From the night of April 6, 1994 through mid July, 800,000 Rwandans were killed in the space of just 100 days. According to the British Broadcasting Company (BBC), it was the largest and most ruthless genocide Africa had witnessed during modern times. Located in central Africa, Rwanda is a small country, the size of Maryland. The nation is the most densely populated in the world and among the poorest. Rwanda’s three ethnic groups, the Tutsi, Hutu and Twa, boasted a history of cooperation and interconnection until the Belgian colonialists arrived in 1916. Declaring the Tutsi minority superior, the Belgians set them up for greater education, employment and leadership opportunities. They also ordered all Rwandans to carry identity cards, ensuring that ethnic differences would always be at the forefront of the people’s awareness.
Resentment against Tutsi privilege simmered for decades until a civil war in 1959 claimed an estimated 20,000 Tutsi lives. Many more fled to neighboring Burundi. Just before relinquishing power, the Belgians switched their allegiance and when Rwanda gained independence in 1962, it was under a Hutu government. Tutsi’s continued to be treated as scapegoats however, and they experienced massacres of several hundred people during the early 90s.
But nothing could prepare anyone for 1994. Tutsi refugees in Uganda had formed the Rwandan Patriotic Front (RPF) and had established a dramatic military advance in 1993, demanding a peace settlement and shared power from Hutu President Juvenal Habyarimani. On his way back from signing the treaty in Tanzania on April 6, 1994, Habyarimani’s plane was shot down. Slaughter of Tutsi’s and moderate Hutus started that night and didn’t end until an estimated 800,000 were hacked with machetes, bludgeoned with clubs or shot.
"We knew it was coming because of all the years of civil war," recalls Munyakindi. "After the president got killed it all went down hill. The capitol (Kigali) was under siege and it took three weeks for the army to reach our region in Butare. The soldiers had a list of all the people targeted. Our family was on that list."
Somber faced and resigned to the facts, Munyakindi can’t conjure up words to describe the fear that he and his family were feeling. His eyes cloud over with melancholy as he flatly recites his experience. "They went from house to house, shooting people. My dad was an agricultural engineer and a high school teacher. He tried to negotiate and protect us. But they threw grenades on the top of our house. It blew away half of the house but nobody was hurt. My mom has headaches to this day because of that.”

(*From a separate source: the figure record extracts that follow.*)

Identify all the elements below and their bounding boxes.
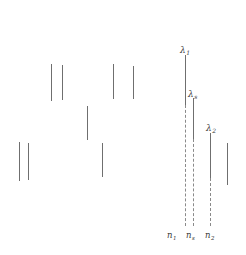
wavelength-label-symbol: λ <box>180 45 186 55</box>
right-edge-line <box>227 143 228 185</box>
wavelength-label-symbol: λ <box>188 89 194 99</box>
index-label-subscript: 2 <box>210 235 214 241</box>
wavelength-label-1: λ1 <box>180 46 190 56</box>
spectral-line-2 <box>62 65 63 100</box>
spectral-line-7 <box>28 143 29 180</box>
lambda-2-dashed <box>210 178 211 226</box>
index-label-1: n1 <box>167 231 176 241</box>
index-label-s: ns <box>186 231 195 241</box>
lambda-2-solid <box>210 133 211 178</box>
wavelength-label-subscript: 1 <box>186 49 190 56</box>
wavelength-label-s: λs <box>188 90 197 100</box>
lambda-1-solid <box>185 55 186 105</box>
lambda-s-solid <box>193 98 194 139</box>
spectral-line-3 <box>113 64 114 99</box>
wavelength-label-2: λ2 <box>206 124 216 134</box>
spectral-line-4 <box>133 66 134 99</box>
spectral-line-8 <box>102 143 103 177</box>
spectral-line-1 <box>51 64 52 101</box>
wavelength-label-subscript: s <box>194 93 198 100</box>
spectral-line-6 <box>19 142 20 181</box>
spectral-line-5 <box>87 106 88 140</box>
index-label-subscript: 1 <box>172 235 176 241</box>
diagram-canvas: λ1λsλ2 n1nsn2 <box>0 0 246 255</box>
wavelength-label-symbol: λ <box>206 123 212 133</box>
lambda-s-dashed <box>193 139 194 226</box>
wavelength-label-subscript: 2 <box>212 127 216 134</box>
index-label-subscript: s <box>191 235 194 241</box>
index-label-2: n2 <box>205 231 214 241</box>
lambda-1-dashed <box>185 105 186 226</box>
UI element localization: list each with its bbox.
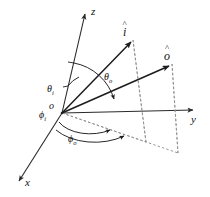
x-axis-label: x [25, 177, 30, 188]
axis-group [19, 14, 193, 181]
y-axis-label: y [191, 114, 196, 125]
incident-vector-label: ^ i [123, 26, 126, 38]
outgoing-vector [62, 66, 169, 113]
theta-i-label: θi [47, 84, 54, 94]
incident-plane-edge [133, 40, 146, 142]
incident-hat-icon: ^ [123, 20, 127, 29]
spherical-coordinate-diagram: z y x o ^ i ^ o θi θo ϕi ϕo [0, 0, 210, 197]
phi-o-arc [56, 130, 124, 142]
y-axis [62, 110, 193, 113]
phi-i-label: ϕi [39, 110, 46, 120]
outgoing-hat-icon: ^ [165, 44, 169, 53]
theta-o-tick [68, 62, 74, 63]
theta-i-subscript: i [52, 89, 54, 96]
x-axis [19, 113, 62, 181]
z-axis-label: z [91, 6, 95, 17]
phi-o-label: ϕo [68, 134, 76, 144]
phi-i-subscript: i [44, 115, 46, 122]
diagram-canvas [0, 0, 210, 197]
origin-point [61, 112, 64, 115]
z-axis [62, 14, 85, 113]
phi-i-arc [59, 122, 110, 134]
theta-i-tick [63, 86, 68, 87]
phi-o-subscript: o [73, 139, 76, 146]
theta-o-subscript: o [109, 77, 112, 84]
outgoing-vector-label: ^ o [164, 50, 170, 62]
angle-arc-group [56, 62, 124, 142]
theta-o-label: θo [104, 72, 112, 82]
projection-group [62, 40, 178, 153]
incident-vector [62, 42, 131, 113]
origin-label: o [49, 101, 54, 111]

After that, the family decided to try to escape. Munyankindi's father insisted on staying behind to negotiate the family’s safety, promising to meet up with them later. "We waited for our dad. He didn’t come. We went to the next city and waited in the refugee camp but we never heard from our dad. We later heard that he had been killed the same day we left.”
The family's ordeal was just beginning, however. For four months, they stayed in a refugee camp in the Congo with the threat of death constantly hovering around them. "We prayed a lot. There were so many days of close calls. We had documents but they knew we weren’t telling them something. We didn’t look like everybody else. We fit the stature of Tutsi people, tall and slim. We kept lying. My sister said our dad was an officer in the government army and he’d be back to get us. They would take people out and kill them everyday." Shaking his head with bewilderment, Munyakindi acknowledges that they were the lucky ones. "Our whole family, all eight of us, except my dad, got out by the grace of God. Most people lost everybody."
Indeed, there are currently more than 600,000 orphans in Rwanda, according to PBS. An estimated 200,000 of those were orphaned because of AIDS. During the genocide, men known to be infected with HIV raped women rather than killing them on the spot. This fact, coupled with the rampant killings meant that the odds for a Tutsi family’s survival were very slim. These odds are not lost on Chicago-based Rwandan artist Duhirwe Rufhemena. "70 percent of Tutsis were killed. My mom lost over 70 members of her immediate family. The odds were not in our favor, I don’t think I would have survived and it’s rare for an entire family to make it," she says. Born into a diplomat’s family in Kigali in 1977, Rufhemena ‘s family had been living in the Ivory Coast but was preparing to move back to Rwanda in 1991, when the civil war was starting. “It was a very dangerous time so we didn’t go. That’s what saved us."
Remembering the Rwanda of her childhood, Rufhemena says that she was never aware of any ethnic differences. “We were really happy. We were never exposed to the ideas of separation of the ethnic groups although they were always there.” It wasn’t until she was a teen that Rufhemena’s parents explained the ethnic tensions that plagued Rwanda.
"When the war broke out in 1991, they explained to us why it was happening. They didn’t subscribe to those beliefs but many people did. That’s the first time I understood the difference between Tutsi, Hutu and Twa."
In 1997, at 20-years-old, Rufhemena returned to Rwanda. "I saw all these orphans and victims of the genocide, homeless and some were invalids. The Rwanda that I remember as a child, you didn’t see children on the street. You didn’t see children trying to hustle. I was very affected by this. I went back to Spelman (college) and I thought, ‘I want to do something to help the children’ but I didn’t know what."
After taking a printmaking class, Rufhrmena created prints of some of the children she saw, selling them for donations to send back to the children. For her senior thesis, she designed an installation that documented how the genocide had affected Rwandan children and how the rest of the world related to the tragedy. "I really wanted to let people know what happened and be a voice for these children," she says.
Today, Rufhrmena’s art still focuses on Rwandan genocide orphans but her perception of them has transformed. “I went back in 2002 and met a boy who changed the whole way I look at their situation,” she says. "He was only eight. He made an instrument and played it to earn money. He was really independent, going from town to town. I started to look at them less and victims and more as survivors. A lot of children didn’t give you a chance to feel sorry for them because they were too busy living. They were resilient and the war had made them tougher"
Despite the horrific details of the genocide, the aftermath has indeed demonstrated the strength of the Rwandan people. Although the country has the highest proportions of orphans in sub-Saharan Africa, the government has passed a national policy establishing a framework to protect them. School fees have been eliminated and primary school enrollment has grown to 75 percent. With women comprising almost 60 percent of the population 12 years after the genocide, they also hold 49 percent of Chamber of Deputy seats within the Rwandan government. As a result, this small African country surpasses Sweden as the country with the highest percentage of women in a house of parliament. In the shadows of the genocide, a new Rwanda is developing.
To help refugees please contact Refugees United.
Comments
In Jamaica we say ee rac, I've always wondered what is the correct pronunciation. I enjoyed typing that the second time around :).
You're right, that arrogance irks me. I'm even more vexed 'cause my alternatives are limited.
I prefer the BBC, the tone of their programming tends to be respectful irrespective of who the story is about, and their coverage more extensive.